The wording in this provision that the ALJ "may exclude" exhibits not identified in a timely fashion was intended to give the ALJ discretion to exclude exhibits not disclosed in compliance with the rule, but was not intended to allow the ALJ to exclude exhibits if admission would have caused no prejudice to the party opposing admission. Pohlen v. General Electric Company, ERD Case No. 8751496 (LIRC Apr. 18, 1991). The standard interpretation of the rule is set out in Berglund v. The Post Crescent Company, ERD Case No. 199900817 (LIRC Jan. 31, 2001):

The paramount consideration in applying the rule must be its purpose to protect parties from surprise and to protect the fairness and the due process of the proceedings, so that in a case in which a party would not have been surprised or prejudiced by allowing testimony, it should be allowed.

See also Hansen v. Airborne Freight Corp., ERD Case No. 8400179 (LIRC May 21, 1987); Scott v. Sno Bird Trailer Company, ERD Case No. 8802744 (LIRC Dec. 19, 1990). The commission requires that the party requesting exclusion show how he or she was prejudiced by an untimely disclosure of an exhibit. Peace v. Milwaukee Plating Company, ERD Case No. 8951436 (LIRC Aug. 21, 1992).

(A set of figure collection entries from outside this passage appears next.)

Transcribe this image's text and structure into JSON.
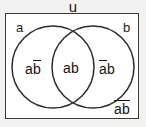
{
  "figure": {
    "type": "venn-diagram",
    "universe_label": "u",
    "sets": {
      "left_name": "a",
      "right_name": "b"
    },
    "regions": [
      {
        "id": "left-only",
        "expression": "ab̅",
        "plain": "a NOT b",
        "parts": [
          {
            "text": "a",
            "overbar": false
          },
          {
            "text": "b",
            "overbar": true
          }
        ]
      },
      {
        "id": "intersection",
        "expression": "ab",
        "plain": "a AND b",
        "parts": [
          {
            "text": "ab",
            "overbar": false
          }
        ]
      },
      {
        "id": "right-only",
        "expression": "a̅b",
        "plain": "NOT a AND b",
        "parts": [
          {
            "text": "a",
            "overbar": true
          },
          {
            "text": "b",
            "overbar": false
          }
        ]
      },
      {
        "id": "outside",
        "expression": "a̅b̅",
        "plain": "NOT a AND NOT b",
        "parts": [
          {
            "text": "ab",
            "overbar": true
          }
        ]
      }
    ],
    "geometry": {
      "box": {
        "x": 5,
        "y": 13,
        "width": 134,
        "height": 106
      },
      "left_circle": {
        "cx": 48,
        "cy": 54,
        "r": 41
      },
      "right_circle": {
        "cx": 88,
        "cy": 54,
        "r": 41
      }
    },
    "colors": {
      "stroke": "#2b2b2b",
      "box_border": "#3a3a3a",
      "text": "#111111",
      "page_background": "#f2f2f0",
      "box_fill": "#ffffff"
    }
  }
}
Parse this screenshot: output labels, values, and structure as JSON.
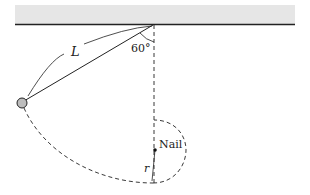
{
  "diagram": {
    "labels": {
      "length": "L",
      "angle": "60°",
      "nail": "Nail",
      "radius": "r"
    },
    "colors": {
      "ceiling_fill": "#e6e6e6",
      "ceiling_edge": "#222222",
      "line": "#222222",
      "bob_fill": "#bdbdbd"
    },
    "geometry": {
      "pivot": [
        153,
        25
      ],
      "bob": [
        22,
        103
      ],
      "nail": [
        155,
        150
      ],
      "lowest_point": [
        153,
        183
      ],
      "angle_deg": 60
    }
  }
}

In Rutherford v. LIRC, 2008 WI App 66,  29, 309 Wis. 2d 498, 514, 752 N.W.2d 897, the court of appeals framed the question of whether an ALJ properly excluded an exhibit under § DWD 218.17 as whether the ALJ "balance[d] the equities as between the parties before refusing to admit" a proposed exhibit.

The ALJ in this case appropriately asked the respondent's attorney for her position regarding prejudice before ruling on the respondent's objection. She stated:

Well, I've never seen these. My client has never seen these.

I would say that I've had no notice to look at these, and I'm prejudiced in that it's the day of hearing, and this lists symptoms and other things that we've not been privy to or have seen ever.

(Tr. of Hearing, p. 28).

The ALJ agreed that it would have been prejudicial to the respondent to admit medical records that the respondent had not seen until the day of the hearing:

Clearly dealing with medical records for the first time at the hearing, medical records are a complex thing which need notice for the other party to be able to process and deal with.

(Tr. of Hearing, p. 31).

The ALJ thus balanced the equities of the parties as contemplated by Rutherford. The respondent had not conceded that the complainant's condition qualified as a disability under the WFEA, so the respondent would have had reason to closely review any medical documentation offered by the complainant, and to develop its own questions to witnesses and its own evidence based on the documentation. Its opportunity to do so on the day of hearing was extremely limited. The ALJ's exclusion of the documents was not an abuse of discretion.

Later in the hearing, the ALJ also excluded the two website articles about depression. (Tr. of Hearing, pp. 129-131). As with the treatment records, they were never disclosed to the respondent prior to the hearing. The ALJ found them to be prejudicial, but also found them to be irrelevant, because they only addressed the general nature of depression and anxiety. The ALJ ascertained from the respondent that it did not contest the proposition that depression and anxiety, as described in the website articles, could constitute a disability under the WFEA; it contested the complainant's assertion that his specific set of symptoms constituted a disability. The website articles, then, did not go to the issue that was in dispute between the parties. Exclusion on this basis, and on failure of disclosure, was not an abuse of discretion.

Regarding the rest of the case, the ALJ's findings are supported by the evidence, except the issuance of the Initial Determination was on March 17, 2014, not March 17, 2013. The ALJ's conclusions of law are correct, except in conclusion no. 4 the respondent was mis-named. The commission affirms the decision with modifications.